FTC: ‘Landlords and property managers can’t collude on rental pricing’

The Federal Trade Commission (FTC) and the U.S. Department of Justice have filed a joint legal brief saying price fixing by algorithm is still price fixing, according to a release.

“Landlords and property managers can’t collude on rental pricing. Using new technology to do it doesn’t change that antitrust fundamental. Regardless of the industry you’re in, if your business uses an algorithm to determine prices, a brief filed by the FTC and the Department of Justice offers a helpful guideline for antitrust compliance: Your algorithm can’t do anything that would be illegal if done by a real person,” write Hannah Garden-Monheit and Ken Merber in the FTC release in the business blog.

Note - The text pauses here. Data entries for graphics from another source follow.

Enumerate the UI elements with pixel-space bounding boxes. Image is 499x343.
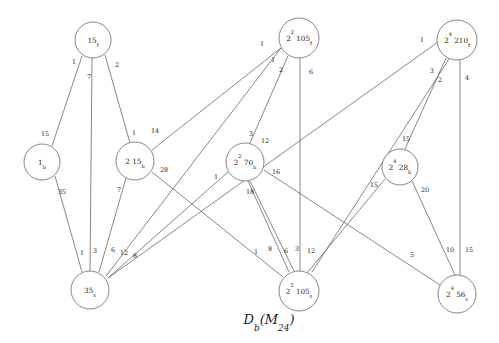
- edge-weight-label: 1: [271, 56, 275, 64]
- edge-weight-label: 15: [402, 135, 410, 143]
- graph-canvas: 15f 22 105f 24 210f 1b 2 15b 22 70b 24 2…: [0, 0, 499, 343]
- edge-weight-label: 6: [284, 247, 288, 255]
- edge-weight-label: 1: [420, 36, 424, 44]
- edge-210f-105s: [312, 59, 449, 272]
- edge-15f-35s: [90, 58, 92, 271]
- edge-210f-28b: [405, 58, 446, 149]
- figure-caption: Db(M24): [242, 312, 294, 333]
- edge-weight-label: 10: [446, 246, 454, 254]
- edge-weight-label: 8: [133, 252, 137, 260]
- edge-weight-label: 4: [465, 74, 469, 82]
- edge-215b-105f: [152, 48, 281, 150]
- edge-weight-label: 3: [249, 130, 253, 138]
- edge-weight-label: 2: [279, 66, 283, 74]
- edge-70b-105s: [248, 181, 289, 272]
- edge-weight-label: 2: [438, 76, 442, 84]
- edge-weight-label: 6: [309, 68, 313, 76]
- edge-weight-label: 2: [115, 61, 119, 69]
- edge-weight-label: 15: [41, 130, 49, 138]
- edge-weight-label: 12: [307, 247, 315, 255]
- edge-weight-label: 15: [370, 181, 378, 189]
- edge-weight-label: 1: [214, 173, 218, 181]
- edge-weight-label: 16: [272, 168, 280, 176]
- edge-weight-label: 1: [254, 248, 258, 256]
- edge-weight-label: 1: [132, 129, 136, 137]
- edge-weight-label: 35: [58, 188, 66, 196]
- edge-weight-label: 3: [295, 245, 299, 253]
- edge-weight-label: 28: [160, 166, 168, 174]
- edge-weight-label: 1: [80, 249, 84, 257]
- edge-weight-label: 14: [151, 127, 159, 135]
- edge-weight-label: 7: [117, 186, 121, 194]
- edge-70b-35s: [108, 172, 228, 278]
- edge-weight-label: 7: [87, 73, 91, 81]
- edge-weight-label: 18: [246, 188, 254, 196]
- edge-weight-label: 6: [111, 246, 115, 254]
- edge-weight-label: 12: [261, 137, 269, 145]
- edge-215b-35s: [99, 178, 126, 272]
- edge-weight-label: 15: [465, 246, 473, 254]
- edge-weight-label: 3: [430, 67, 434, 75]
- edge-weight-label: 8: [268, 245, 272, 253]
- edge-weight-label: 20: [421, 186, 429, 194]
- edge-weight-label: 1: [260, 40, 264, 48]
- edge-28b-56s: [412, 181, 455, 275]
- edge-28b-105s: [307, 179, 385, 273]
- edge-weight-label: 5: [410, 251, 414, 259]
- edge-215b-105s: [152, 172, 283, 277]
- edge-weight-label: 12: [120, 249, 128, 257]
- edge-weight-label: 1: [72, 58, 76, 66]
- edge-105s-70b-alt: [250, 181, 294, 271]
- edge-70b-56s: [264, 170, 440, 285]
- edge-weight-label: 3: [93, 247, 97, 255]
- edge-15f-1b: [52, 56, 82, 146]
- diagram-figure: 15f 22 105f 24 210f 1b 2 15b 22 70b 24 2…: [0, 0, 499, 343]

The legal brief highlights key aspects of competition law important for businesses in every industry:

  1. You can’t use an algorithm to evade the law banning price-fixing agreements, and
  2. An agreement to use shared pricing recommendations, lists, calculations, or algorithms can still be unlawful even where co-conspirators retain some pricing discretion or cheat on the agreement.

The FTC says in the release that “landlords increasingly use algorithms to determine their prices, with landlords reportedly using software like ‘RENTMaximizer’ and similar products to determine rents for tens of millions of apartments across the country.

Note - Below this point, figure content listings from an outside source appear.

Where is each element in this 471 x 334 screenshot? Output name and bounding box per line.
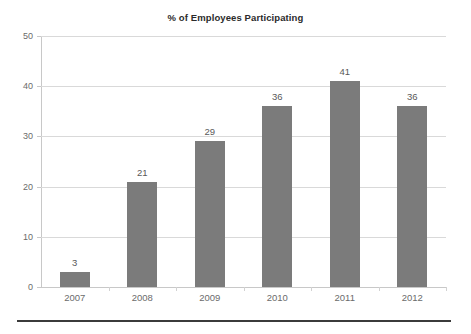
bar-value-label-2009: 29 — [204, 127, 215, 137]
bar-group-2010[interactable]: 36 — [244, 36, 312, 287]
x-tick-label-2009: 2009 — [176, 292, 244, 304]
bar-chart-figure: % of Employees Participating 01020304050… — [0, 0, 471, 334]
x-tick-mark-2009 — [244, 287, 245, 291]
plot-area: 32129364136 — [41, 36, 446, 287]
y-tick-mark-0 — [37, 287, 41, 288]
y-tick-mark-50 — [37, 36, 41, 37]
y-tick-label-0: 0 — [7, 283, 33, 292]
bar-group-2007[interactable]: 3 — [41, 36, 109, 287]
y-tick-mark-20 — [37, 187, 41, 188]
y-tick-label-40: 40 — [7, 82, 33, 91]
bottom-divider-rule — [17, 320, 451, 322]
bar-2011[interactable] — [330, 81, 360, 287]
y-tick-mark-10 — [37, 237, 41, 238]
bar-2012[interactable] — [397, 106, 427, 287]
x-tick-mark-2008 — [176, 287, 177, 291]
bar-2009[interactable] — [195, 141, 225, 287]
y-tick-label-50: 50 — [7, 32, 33, 41]
x-tick-label-2008: 2008 — [109, 292, 177, 304]
chart-title: % of Employees Participating — [0, 12, 471, 23]
y-axis-tick-labels: 01020304050 — [0, 0, 33, 334]
x-tick-label-2012: 2012 — [379, 292, 447, 304]
x-tick-label-2011: 2011 — [311, 292, 379, 304]
bar-value-label-2012: 36 — [407, 92, 418, 102]
y-tick-mark-30 — [37, 136, 41, 137]
x-axis-tick-labels: 200720082009201020112012 — [41, 292, 446, 308]
y-tick-label-20: 20 — [7, 183, 33, 192]
x-tick-mark-2012 — [446, 287, 447, 291]
x-tick-label-2007: 2007 — [41, 292, 109, 304]
bar-group-2012[interactable]: 36 — [379, 36, 447, 287]
x-tick-mark-2011 — [379, 287, 380, 291]
x-tick-mark-2007 — [109, 287, 110, 291]
bar-group-2009[interactable]: 29 — [176, 36, 244, 287]
bar-group-2011[interactable]: 41 — [311, 36, 379, 287]
bar-group-2008[interactable]: 21 — [109, 36, 177, 287]
bar-2010[interactable] — [262, 106, 292, 287]
bar-2007[interactable] — [60, 272, 90, 287]
y-tick-label-10: 10 — [7, 233, 33, 242]
bar-value-label-2010: 36 — [272, 92, 283, 102]
bar-value-label-2007: 3 — [72, 258, 77, 268]
bar-2008[interactable] — [127, 182, 157, 287]
bar-value-label-2011: 41 — [339, 67, 350, 77]
bar-value-label-2008: 21 — [137, 168, 148, 178]
x-tick-label-2010: 2010 — [244, 292, 312, 304]
y-tick-label-30: 30 — [7, 132, 33, 141]
y-tick-mark-40 — [37, 86, 41, 87]
x-tick-mark-2010 — [311, 287, 312, 291]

“Efforts to fight collusion are even more critical given private equity-backed consolidation among landlords and property management companies. The considerable leverage these firms already have over their renters is only exacerbated by potential algorithmic price collusion. Algorithms that recommend prices to numerous competing landlords threaten to remove renters’ ability to vote with their feet and comparison-shop for the best apartment deal around.”

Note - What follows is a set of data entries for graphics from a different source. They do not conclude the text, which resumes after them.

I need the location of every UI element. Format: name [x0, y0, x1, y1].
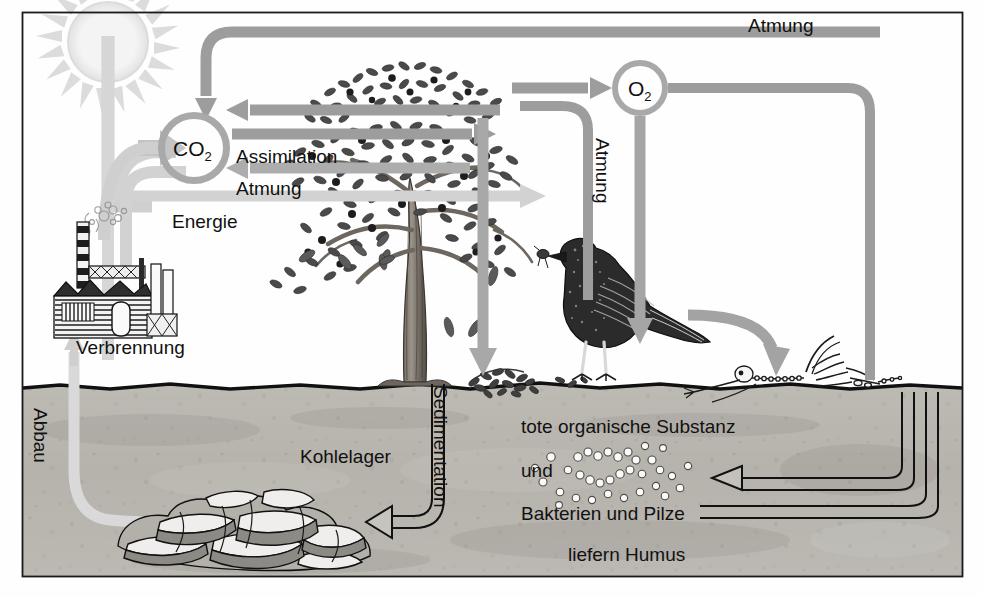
label-energie: Energie — [172, 212, 238, 231]
label-assimilation: Assimilation — [236, 147, 337, 166]
label-atmung-animal: Atmung — [593, 138, 612, 203]
label-atmung-plant: Atmung — [236, 179, 301, 198]
label-tote-substanz: tote organische Substanz — [521, 417, 735, 436]
label-verbrennung: Verbrennung — [76, 338, 185, 357]
label-bakterien-pilze: Bakterien und Pilze — [521, 504, 685, 523]
carbon-cycle-illustration — [0, 0, 982, 597]
diagram-canvas: Atmung Assimilation Atmung Energie Atmun… — [0, 0, 982, 597]
o2-pool-ring — [612, 60, 668, 116]
label-atmung-top: Atmung — [748, 16, 813, 35]
co2-pool-ring — [158, 112, 230, 184]
label-sedimentation: Sedimentation — [431, 386, 450, 507]
label-kohlelager: Kohlelager — [300, 447, 391, 466]
label-und: und — [521, 461, 553, 480]
label-abbau: Abbau — [31, 408, 50, 463]
label-liefern-humus: liefern Humus — [568, 545, 685, 564]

Agreeing to use an algorithm is an agreement

The FTC says “In algorithmic collusion, a pricing algorithm combines competitor data and spits out the suggested ‘maximized’ rent for a unit given local conditions. Such software can allow landlords to collude on pricing by using an algorithm – something the law does not allow in real life.

“When you replace once-independent pricing decisions with a shared algorithm, expect trouble. Competitors using a shared human agent to fix prices? Illegal.

“Doing the same thing but with an agreed-upon, shared algorithm? Still illegal. It’s also irrelevant that the algorithm maker isn’t a direct competitor if you and your competitors each agree to use their product knowing the others are doing the same in concert,” the FTC says in the release.

Price deviations don’t immunize conspirators

“Some things in life might require perfection, but price-fixing arrangements aren’t one of them,” the FTC says in the release.

“Just because a software recommends rather than determines a price doesn’t mean it’s legal. Setting initial starting prices or recommending initial starting prices can be illegal, even if conspirators deviate from recommended prices. And even if some of the conspirators cheat by starting with lower prices than those the algorithm recommended, that doesn’t necessarily change things. Being bad at breaking the law isn’t a defense.”

The rental housing industry is not alone

The FTC release says that the rental housing industry is not alone in using potentially illegal collusive algorithms.

“The Department of Justice has previously secured a guilty plea related to the use of pricing algorithms to fix prices in online resales, and has an ongoing case against sharing of price-related and other sensitive information among meat-processing competitors. Other private cases have been recently brought against hotels and casinos.

“Technology is a promise. Used correctly, it can make our lives healthier, safer, and more efficient. But its efficiency can also be used by bad actors to crush competition or bilk consumers in novel ways. No matter the tool law violators use, the FTC and the Department of Justice stand vigilant on the side of consumers and competition,” the release says.

Several lawsuits have been filed in different states against RealPage, Inc. and other major residential apartment landlords alleging price-fixing and conspiring to illegally raise rents

In 2023, ProPublica revealed that the RealPage software used algorithms to maximize profits, which experts stated could violate antitrust laws. RealPage has denied the allegations.

Hannah Garden-Monheit is director of the FTC’s Office of Policy Planning and Ken Merber is deputy assistant director of the FTC’s Anticompetitive Practices II Division.